I find the human mind really sexy, a really intelligent conversation is one of the most effective aphrodisiacs. I am totally lying. Actually, watching a woman touching … [CENSORED BY COURT THEATRE].
Ummm… If you couldn’t work in the theatre, what profession would you choose?
Hobo.
Do you dream at night?
I always like dreams, and what I am fascinated with is reliving them in my head. Each dream has its own logic and accompanying feelings ranging from frightened, to erotic, to euphoric, to bizarre alien feelings we don’t experience in our waking lives. I like to relive those feelings by reintroducing myself to some images I remember from the dream. I love dreams. I wish we could interact with life the way we interact with dreams.
Do you consider yourself repressed?
For sure.
Do you have any brothers, sisters, pets, or a significant other?
Yes, one of each of the above.
What do you admire most in a person?
Compassion and self-reliance.
What talent would you most like to have?
To be able to not have to sleep or eat.
So, what’s with the cat fetish?
Jacqueline, the costume designer, and I were talking about having the costumes become more and more revealing of people’s repressions. We brainstormed a lot of ideas about what Sgt. Match could be revealing as his repression, since he is the last person we see take off his clothes. The ideas ranged from the bizarre to the grotesque; we both felt that the cat fetish sat the best.

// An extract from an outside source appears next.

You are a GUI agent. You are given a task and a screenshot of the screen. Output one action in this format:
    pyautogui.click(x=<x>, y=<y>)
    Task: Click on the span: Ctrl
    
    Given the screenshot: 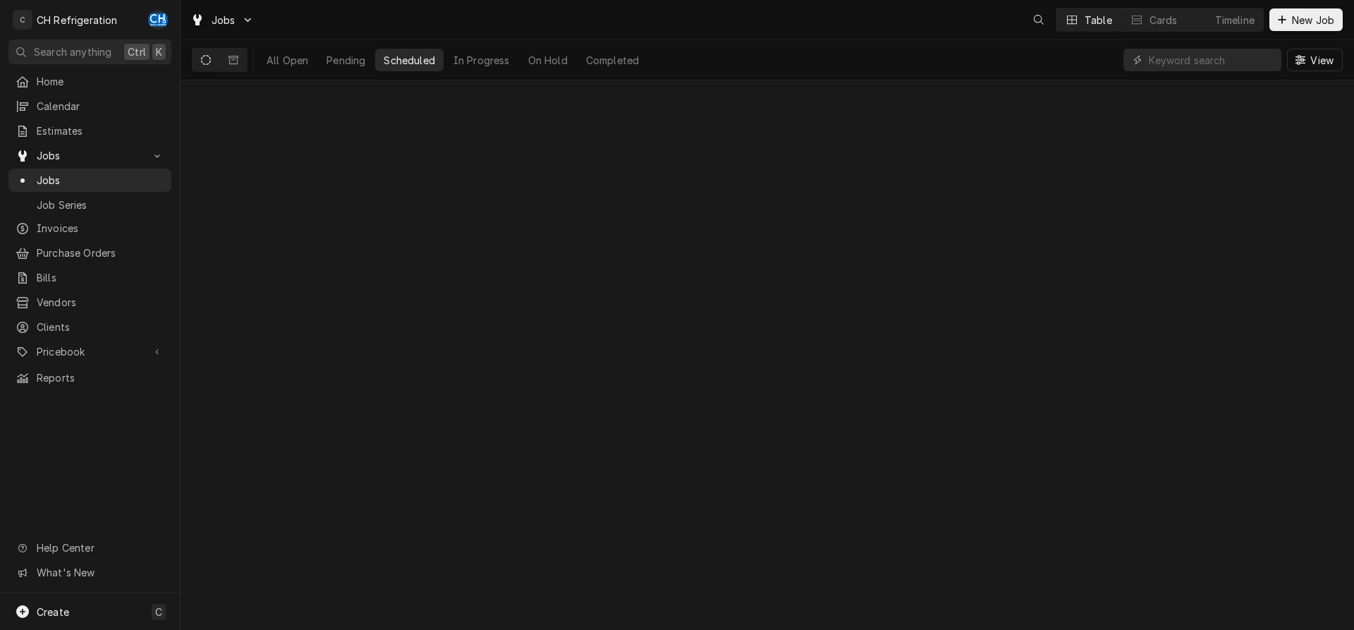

Have you ever been a voyeur?
Yes.
What is the best advice you have ever received?
That is a toss up between “Work hard” and “Don’t @*#$ with people.”
What do you think about the Chicago theatre scene?
&%$#@ %^*#@! we don’t have the space for this one. Overall, I like a lot about it, but at times I get mad at it. I think we are still stuck in an American Realism mindset. Some people want theatre to move beyond that mind set, and those people are very exciting theatre makers, reviewers, and patrons. But a lot of people don’t and those people make me sad.
How is working at Court different from your own company, The Hypocrites?
I don’t have to fill out questionnaires at my own company. But to be more honest, it is completely opposite in many respectsfor example, the time at Court spent in the rehearsal room, the amount of money spent on the design process allows for a lot more freedom, working with actors who don’t need to spend their whole day making money at some soul-sucking job, then come to rehearsal and give their remaining soul to the play. But there are some things that are better about working at The Hypocrites, for instance … [CENSORED BY COURT THEATRE].